[Opening Records provided section]
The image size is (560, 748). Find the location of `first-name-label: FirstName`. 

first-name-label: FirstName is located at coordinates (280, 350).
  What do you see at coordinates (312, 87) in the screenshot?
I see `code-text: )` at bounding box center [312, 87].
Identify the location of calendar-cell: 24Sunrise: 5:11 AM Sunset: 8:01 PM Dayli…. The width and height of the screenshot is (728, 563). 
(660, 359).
[Closing Records provided section]
[Opening Records provided section]
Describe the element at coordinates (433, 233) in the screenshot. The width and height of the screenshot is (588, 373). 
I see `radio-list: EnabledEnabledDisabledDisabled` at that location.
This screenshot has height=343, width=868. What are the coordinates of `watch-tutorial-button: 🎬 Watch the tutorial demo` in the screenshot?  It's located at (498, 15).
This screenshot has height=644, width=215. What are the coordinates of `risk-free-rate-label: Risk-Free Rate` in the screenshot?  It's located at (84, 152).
[Closing Records provided section]
[Opening Records provided section]
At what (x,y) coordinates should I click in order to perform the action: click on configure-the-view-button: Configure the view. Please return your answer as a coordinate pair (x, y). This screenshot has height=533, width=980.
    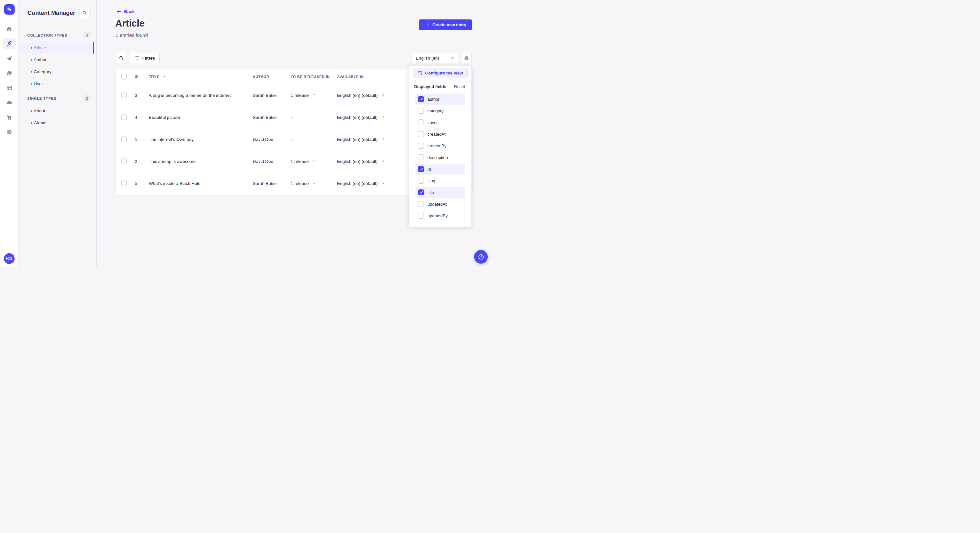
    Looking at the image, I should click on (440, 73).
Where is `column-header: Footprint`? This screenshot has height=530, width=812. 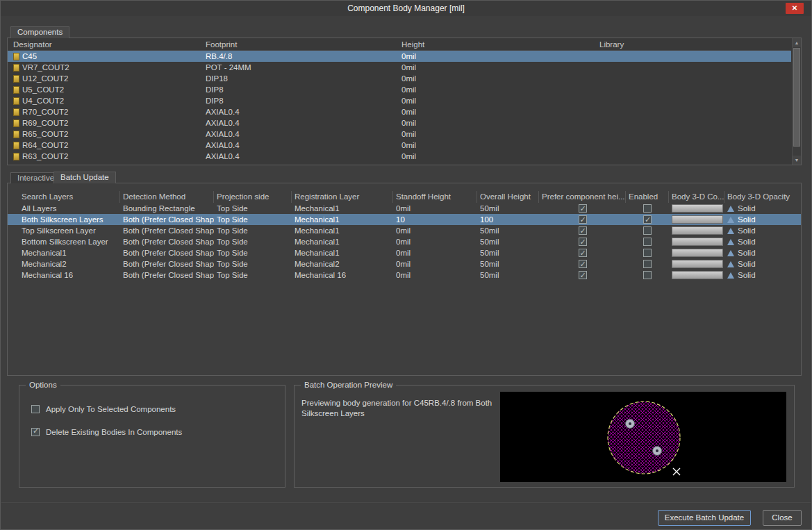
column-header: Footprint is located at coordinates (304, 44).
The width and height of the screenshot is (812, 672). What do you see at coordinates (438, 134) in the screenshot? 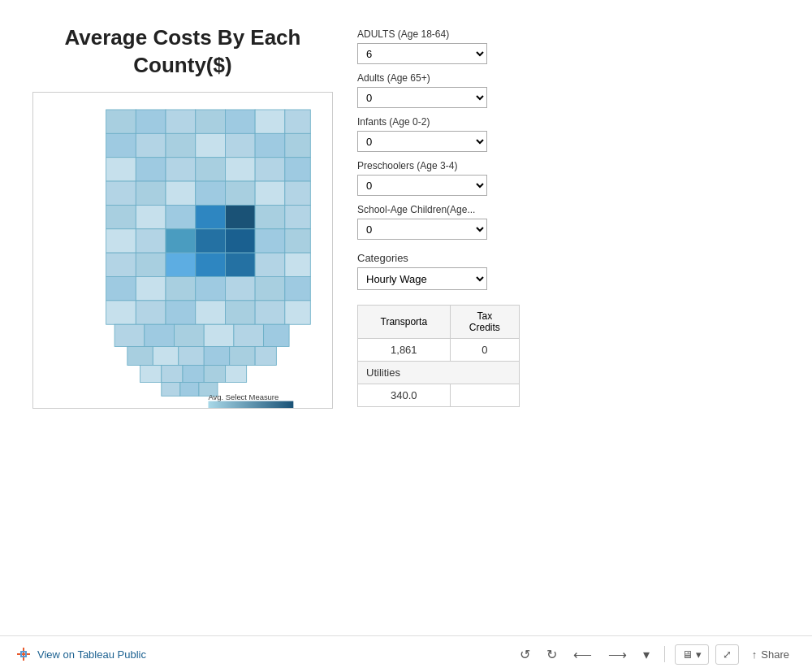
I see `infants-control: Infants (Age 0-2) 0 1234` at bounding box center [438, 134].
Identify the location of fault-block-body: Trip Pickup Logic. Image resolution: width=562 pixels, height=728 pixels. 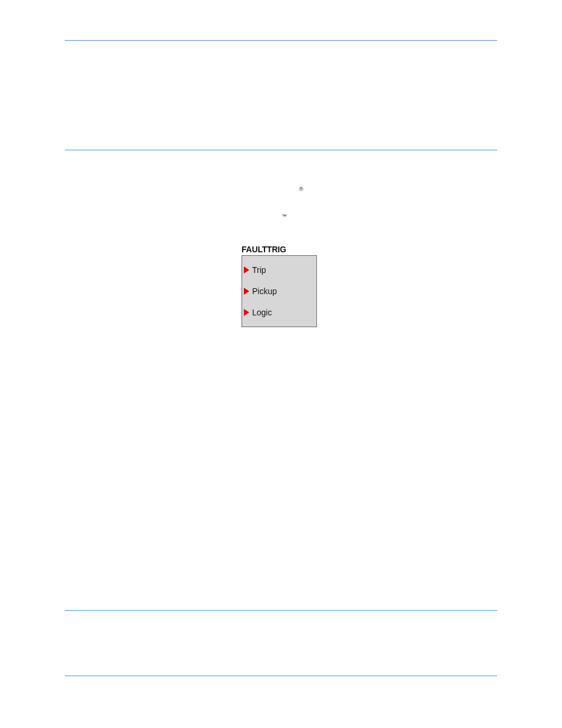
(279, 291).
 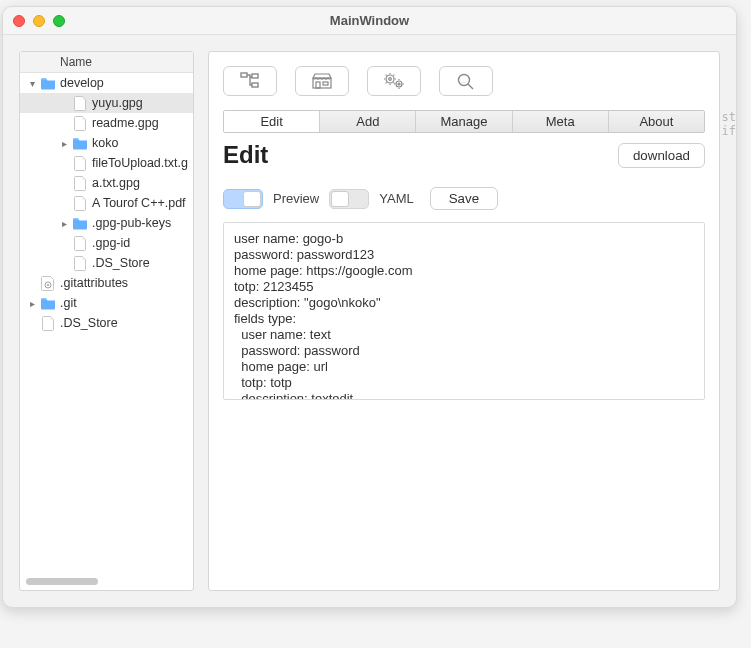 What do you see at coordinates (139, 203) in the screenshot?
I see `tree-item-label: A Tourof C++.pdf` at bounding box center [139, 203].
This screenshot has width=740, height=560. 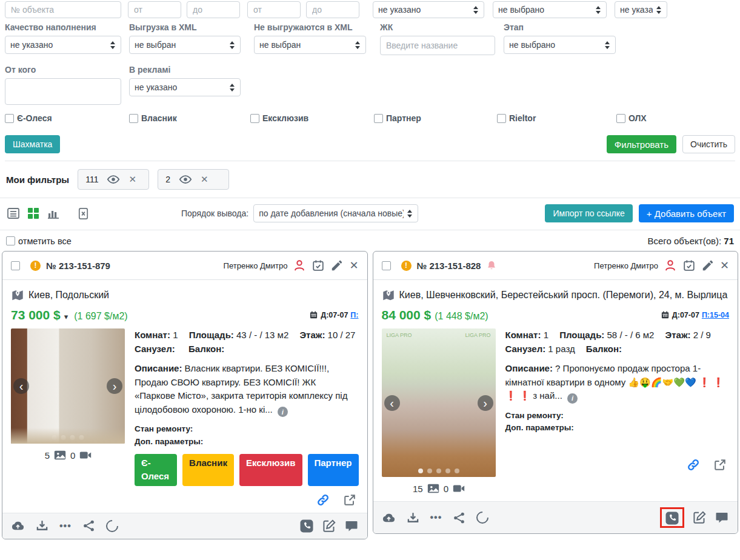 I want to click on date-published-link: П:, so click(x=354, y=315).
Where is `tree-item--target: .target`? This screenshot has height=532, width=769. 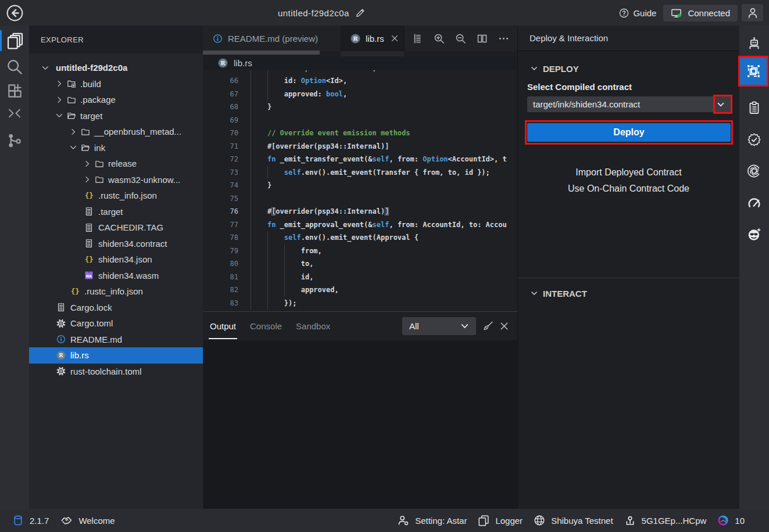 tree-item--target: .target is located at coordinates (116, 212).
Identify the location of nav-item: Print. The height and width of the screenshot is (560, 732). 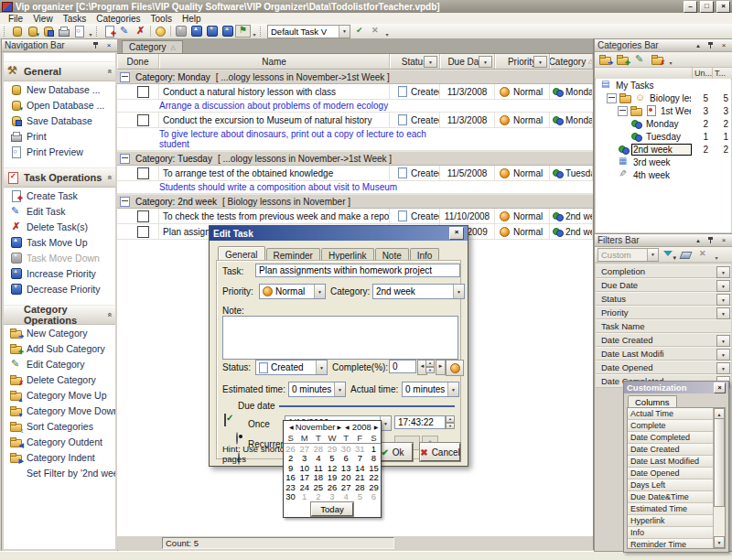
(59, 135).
[Closing Records provided section]
» Exercise:
Scan the lines above for "Describe the element" and for "This screenshot has height=644, width=215.". Repeat exactly the line holding each of them and every line in between.

» Result for this task:
Describe the element at coordinates (433, 233) in the screenshot. The width and height of the screenshot is (588, 373). 
I see `radio-list: EnabledEnabledDisabledDisabled` at that location.
This screenshot has height=343, width=868. What are the coordinates of `watch-tutorial-button: 🎬 Watch the tutorial demo` in the screenshot?  It's located at (498, 15).
This screenshot has height=644, width=215. What are the coordinates of `risk-free-rate-label: Risk-Free Rate` in the screenshot?  It's located at (84, 152).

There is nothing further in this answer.